Green’s favorite IWW song, “The Dehorn Song,” is a great example of how the IWW songwriters used humor to defy tradition, even their own. A cautionary tale about the debilitating effects of alcohol on workers, the chorus of “The Dehorn Song” goes: “Oh dehorn, why don’t you get wise, / And quit the booze and organize? / A sober mind will win the day, / The One Big Union will show the way.” While this song is related to the IWW’s practice of shutting down saloons during a strike to keep workers focused, it is also a parody of the “Red Flag,” a near-religious hymn among radical circles and the first song printed in the original edition of the Little Red Songbook. According to Green, “The ‘Dehorn Song’ shows the ability of the IWW to poke fun at its own music.”
“The Dehorn Song” is one of the many songs and poems written by IWW members that never appeared in any edition of the Little Red Songbook. Green and his co-editors gathered many of these songs and poems and included them alongside the one hundred and ninety “official” songs. Among the re-discovered selections are the songs and poems of women Wobblies, such as “The Maid’s Defiance” by Jane Street and “Revolution” by Laura Payne Emerson. These forgotten tunes beg the question of how the editors chose which songs to include—a question that will hopefully peak the interest of future scholars.
The material in The Big Red Songbook illustrates the challenges in researching working class history and art. The IWW was firmly opposed to the cult of personality that developed in other trade unions and radical organizations. Many of the songwriters signed their work with pseudonyms or just used last names, and many of the songs extol the virtues of the One Big Union while rarely mentioning specific trades. “Lots of these songs,” Green told me, “don’t include references that folklorists usually look for to trace back the history of a song.” Despite the challenges, The Big Red Songbook provides a well-documented text for future scholars who find themselves drawn to these compelling songs and want to keep the search for more lost Wobbly tunes alive.

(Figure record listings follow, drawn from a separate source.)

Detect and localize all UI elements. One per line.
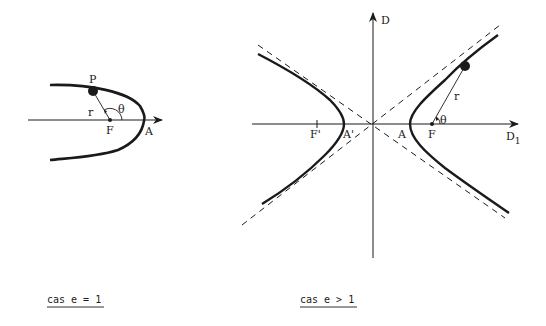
asymptote-ascending bbox=[242, 25, 500, 225]
parabola-radius-line bbox=[93, 91, 110, 120]
parabola-point-p bbox=[88, 86, 98, 96]
hyperbola-point bbox=[460, 61, 470, 71]
label-r: r bbox=[88, 106, 94, 119]
label-theta: θ bbox=[118, 103, 125, 116]
label-f-prime: F' bbox=[310, 128, 321, 141]
label-theta: θ bbox=[440, 114, 447, 127]
label-p: P bbox=[89, 73, 97, 86]
asymptote-descending bbox=[258, 45, 505, 218]
conic-sections-figure: P r θ F A D D1 F' A' A F r θ cas e = 1 bbox=[0, 0, 546, 326]
hyperbola-focus-dot bbox=[430, 122, 434, 126]
caption-parabola: cas e = 1 bbox=[47, 294, 101, 305]
label-a-prime: A' bbox=[342, 128, 354, 141]
label-f: F bbox=[428, 128, 436, 141]
parabola-focus-dot bbox=[108, 118, 112, 122]
label-d: D bbox=[381, 14, 390, 27]
label-a: A bbox=[144, 125, 154, 138]
parabola-diagram: P r θ F A bbox=[28, 73, 162, 160]
label-d1: D1 bbox=[506, 130, 521, 146]
caption-hyperbola: cas e > 1 bbox=[300, 294, 354, 305]
hyperbola-diagram: D D1 F' A' A F r θ bbox=[242, 13, 521, 258]
hyperbola-left-branch bbox=[258, 54, 344, 204]
captions: cas e = 1 cas e > 1 bbox=[47, 294, 357, 307]
parabola-curve bbox=[50, 85, 145, 160]
label-f: F bbox=[106, 124, 114, 137]
label-r: r bbox=[454, 90, 460, 103]
label-a: A bbox=[397, 128, 407, 141]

So how can we keep these wonderful songs alive in the twenty-first century? According to Green, “There’s a need for a good historical album that demonstrates how Wobbly songs sounded when they were first sung.” Listeners today are familiar with the folk revival interpretations of classic IWW songs, but Green noted that they would have been played and sung in a variety of ways, depending on the instruments used and the regional backgrounds of the performers. What did the IWW songs sound like being sung by loggers in the Pacific Northwest, harvest hands in the Midwest, or immigrant workers in New York? Green believes that—with the help of modern recording technology—someone could produce an album that not only authentically recreates the sounds of the early twentieth century, but also shows the evolution of IWW songs over time. As we ended our conversation, Green left me with his most important piece of advice. “Keep singing,” he said.
For generations, many of the songs in The Big Red Songbook have been sung on picket lines, in the fields, and on the shop floor. Green and his co-editors have done all of us in the labor movement a huge service by collecting, researching, and publishing these songs. The next step is up to us!